Only half the usual number of sea lion pups were born off the California coast in 2015, Johnson said. And the sea lion and northern fur seal pups born on the Channel Islands in 2015 had among the lowest weights recorded in more than 40 years, according to a recent NOAA press release. It is exactly those underweight pups who throw themselves into the ocean seeking food and later wash up on beaches, rescuerssaid.
Animals rescued from the beaches of northern California — or the occasional one that wanders onto the streets of San Francisco — often end up in the Marine Mammal Center’s outdoor pens, which are equipped with pools and warming mats. Veterinarians and a small army of volunteers feed the animals herring caught in Alaska. If the animals can’t eat, they are tube-fed a smoothie made of herring, salmon oil and sometimes milk powder.
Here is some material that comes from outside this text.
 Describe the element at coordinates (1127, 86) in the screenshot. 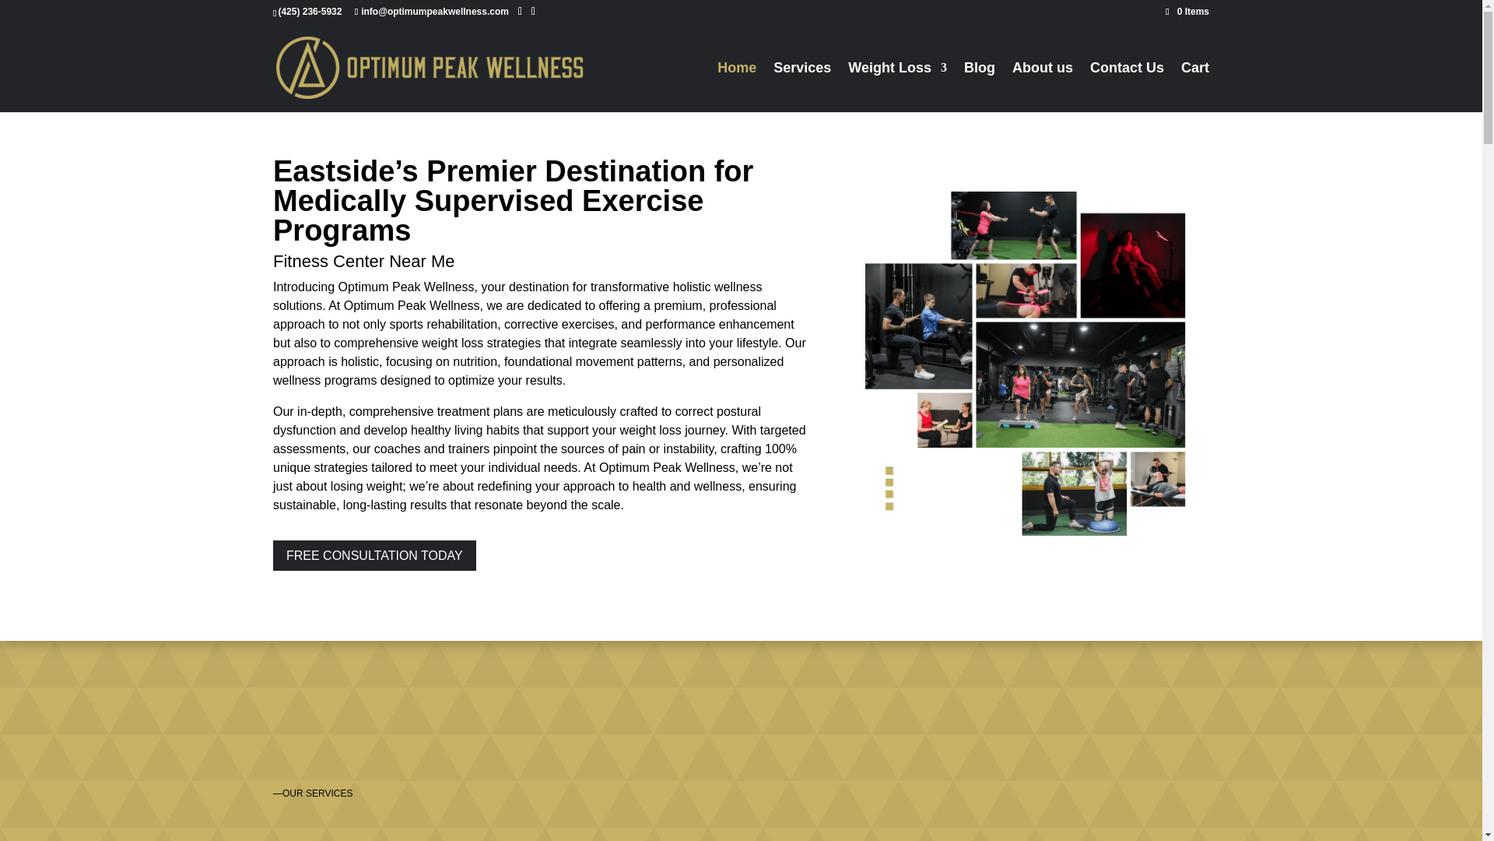

I see `Contact Us` at that location.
There is a strict no-talking rule among staff and volunteers — so that the animals don’t become too accustomed to humans and thus have better chances of survival when returned to the ocean.
2016 could be as bad or worse
Though 2015 was a record year, the warming of parts of the Pacific Ocean and the resulting deleterious effects on seals and sea lions began before the onset of the current El Niño effect.
An area of warm ocean water many scientists call “the blob” began forming off the U.S. West Coast in 2013. A second area of warm water — unofficially referred to in come circles as “El Blobo” — has formed off Mexico, said Toby Garfield, director of the environmental research division at NOAA.
“In these two patches of warm water we were getting surface temperatures that were up to three to four degrees centigrade warmer than normal,” Garfield said. “A lot of the forage fish that the sea lions and fur seals were going after migrated outside of their regular areas.”
The warm water also likely contributed to the largest toxic algae bloom ever recorded. Pseudo-nitzschia, a type of algae that produces domoic acid, was both more plentiful and produced domoic acid with a higher toxicity, according to Garfield. When this algae makes its way up the food chain, domoic acid can cause seizures and other brain problems, mostly in sea lions. Sea lions with domoic acid poisoning have only about a 30 percent survival rate at the Marine Mammal Center.
The cyclical El Niño weather pattern, characterized in part by warm ocean water, began in fall 2015 and is expected to last well into 2016. It is unclear exactly how this will affect pinnipeds on the West Coast, but veterinarians at the Marine Mammal Center are bracing for the worst.
“If it continues, if this is the new normal, the sea lion population and the fur seal population in California are going to have severe drops in their overall population,” Johnson said. With fewer fish to hunt in their usual waters, he said, “they’re going to have to adapt.”